The short story is that this sort of thing will let us get better type-level information about nodes. We can't have
node.getType()ever give a more specific type thanstringbut we could write a$getType(node)that does infer to a more exact type if we want. Same thing fornode.exportJSON()and similar methods.It also facilitates scrapping all of the node subclass boilerplate, except for this one method, so long as the class has a compatible signature (trivial constructor)
Example of extension and inference capability from the tests
Closes #7260
How it works
The proposed protocol for declaring nodes would scale down to something like this:
The two method interface is useful for TypeScript reasons, basically. The outer
$configis the API and thethis.config(…)is a helper method that has the right generics to make it easy to return something with the right shape and type. The types are very delicate, if you don't have all of the annotations just right then the type will simplify into something without information that can be extracted. Basically it is just returning an object like this, but in a way where TypeScript doesn't collapse the type into something simpler (kind of like usingas constorsatisfiesin the right place):On the LexicalEditor side, during createEditor,
CustomTextNode.prototype.$config()is called and can grab the type and any other useful metadata (e.g. a defined transform, registered state, anything else we want to put in there). For compatibility reasons it will also monkeypatchgetType,importJSON, andclonestatic methods onto the node class if they are not already there.

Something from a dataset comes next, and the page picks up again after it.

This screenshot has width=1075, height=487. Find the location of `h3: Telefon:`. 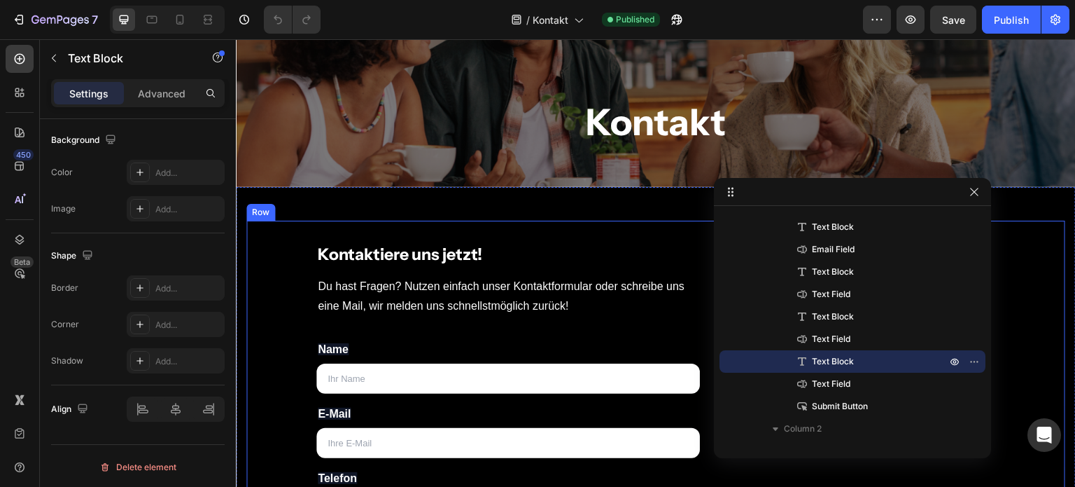

h3: Telefon: is located at coordinates (634, 278).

It adds a module global variable to inject cloned node keys so it doesn't need to break any compatibility with multi-argument constructors, it only requires that they have a 0-argument form.I've also put a
$createmethod in there which reduces the boilerplate and increases the efficiency there, assuming that we'd be willing to deprecatewithin the node overrides and go directly towithKlassso that we don't have to construct any intermediate garbage when that's configured.I think this covers most of the breaking-ish changes I would want to make to the lowest level stuff, in exchange for better DX and no loss of performance (probably better, even if just code size improves).
Why it works
The reason why this works when getType(), exportJSON(), etc. don't work is that here we are returning a Record that can "technically" return configuration for any types.
When specialized for a specific class you end up with intersection of any type configuration with one specific optional configuration:
For example, something like this:
When you subclass custom-text, its $config type will look something like this:
The types here don't violate any subtype constraint because it's all optional, so the subclass is allowed to return
{'more-custom-text: {}}and it still satisfies the superclass type.Future direction
I think this is where we fix the rest of the #6998 things here with some combination of middleware-style functions or automatic super calls (like
$afterCloneFrom) instead of methods so that we can control things better without variance violations.